From the book “Madison’s Gift: Five Partnerships That Built America“:
Two centuries later, James Madison’s America can exist only in our imaginations, framed by the words he and his contemporaries wrote, the land on which they lived, the objects they used, and the buildings they walked through. It was a world lit by the sun or the glow of candle, oil lamp, or fireplace. Travel was grueling, sometimes nightmarish. Foul weather delayed ships for weeks or months. Roads were cloying bogs on wet days, they rutted corduroy on dry ones. Wooden-wheeled vehicles punished the body even when not overset by drunken hostlers. In summer, river crossings were slow and ferry schedules unpredictable; winter gallops across frozen streams carried the constant risk of crashing through into frigid waters.
Home, even for the wealthy, was drafty and dark, heated by smoky fires. Personal hygiene was a challenge, hot water a luxury. Human waste was deposited in containers and sometimes thrown into the street, sometimes carried to disposal sites. Washing clothes was hard physical labor. Food preparation consumed hours. Unreliable drinking water drove most to prefer distilled or fermented beverages. Medical care featured the bleeding of ill patients. Death was a constant companion. Of James Madison’s ten siblings, five died by the age of seven and three others in middle age.
Q: What is the single most important factor that explains the difference between the deplorable (by today’s standards) living conditions of James Madison’s America in the 18th century and the spectacularly phenomenal living conditions of today – conditions that would have seen unimaginable and miraculous to Americans in the 1700s?
A: Abundant, low cost energy. In other words, it’s energy from fossil fuels (coal, oil and natural gas) that have transformed life in America and improved every measure of human well-being in significant and profound ways. As Alex Epstein reminds us in his book The Moral Case for Fossil Fuels, “Mankind’s use of fossil fuels is supremely virtuous—because human life is the standard of value and because using fossil fuels transforms our environment to make it wonderful for human life.”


**What to work on:**
Copy every line from the records below that holds the word "Dowsers".
=-=-=-=-=
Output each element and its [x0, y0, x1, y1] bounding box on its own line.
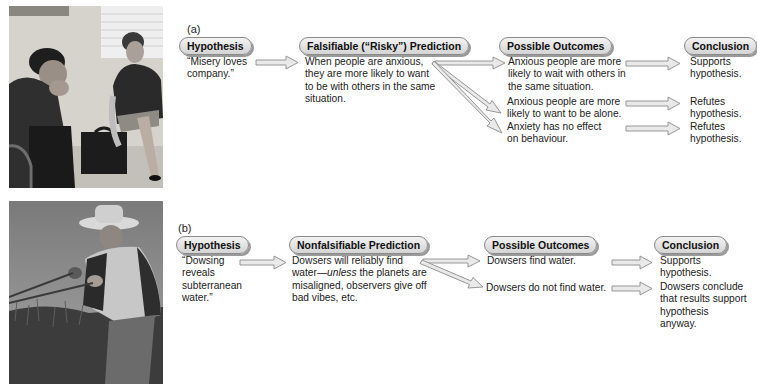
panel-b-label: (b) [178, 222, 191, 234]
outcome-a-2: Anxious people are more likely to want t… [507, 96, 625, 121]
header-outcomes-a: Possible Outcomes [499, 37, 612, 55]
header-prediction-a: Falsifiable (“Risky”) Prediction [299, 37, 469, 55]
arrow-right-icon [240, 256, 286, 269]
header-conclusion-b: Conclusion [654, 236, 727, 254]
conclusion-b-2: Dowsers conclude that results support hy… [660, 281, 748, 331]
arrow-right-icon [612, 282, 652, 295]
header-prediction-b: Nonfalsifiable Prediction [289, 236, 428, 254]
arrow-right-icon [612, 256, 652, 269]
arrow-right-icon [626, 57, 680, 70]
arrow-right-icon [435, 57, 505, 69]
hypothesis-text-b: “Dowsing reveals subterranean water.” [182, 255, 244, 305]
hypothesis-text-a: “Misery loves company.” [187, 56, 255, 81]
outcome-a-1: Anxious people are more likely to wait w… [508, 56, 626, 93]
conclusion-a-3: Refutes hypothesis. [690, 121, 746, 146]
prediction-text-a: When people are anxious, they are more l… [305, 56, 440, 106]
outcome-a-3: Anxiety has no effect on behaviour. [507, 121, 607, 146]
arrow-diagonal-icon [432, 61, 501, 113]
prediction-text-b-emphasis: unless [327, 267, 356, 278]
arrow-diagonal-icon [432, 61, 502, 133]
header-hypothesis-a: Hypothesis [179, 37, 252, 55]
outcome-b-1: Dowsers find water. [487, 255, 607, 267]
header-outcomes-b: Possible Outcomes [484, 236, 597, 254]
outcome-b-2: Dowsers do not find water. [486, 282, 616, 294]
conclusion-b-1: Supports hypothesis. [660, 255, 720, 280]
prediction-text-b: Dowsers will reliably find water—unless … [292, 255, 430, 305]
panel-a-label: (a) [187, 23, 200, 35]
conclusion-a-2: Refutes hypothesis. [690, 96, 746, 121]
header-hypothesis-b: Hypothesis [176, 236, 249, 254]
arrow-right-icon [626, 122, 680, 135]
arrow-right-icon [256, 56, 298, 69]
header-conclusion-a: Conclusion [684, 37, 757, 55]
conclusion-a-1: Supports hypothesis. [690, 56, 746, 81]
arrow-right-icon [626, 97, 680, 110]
=-=-=-=-=
**Exercise result:**
conclusion-b-2: Dowsers conclude that results support hy… [660, 281, 748, 331]
outcome-b-1: Dowsers find water. [487, 255, 607, 267]
outcome-b-2: Dowsers do not find water. [486, 282, 616, 294]
prediction-text-b: Dowsers will reliably find water—unless … [292, 255, 430, 305]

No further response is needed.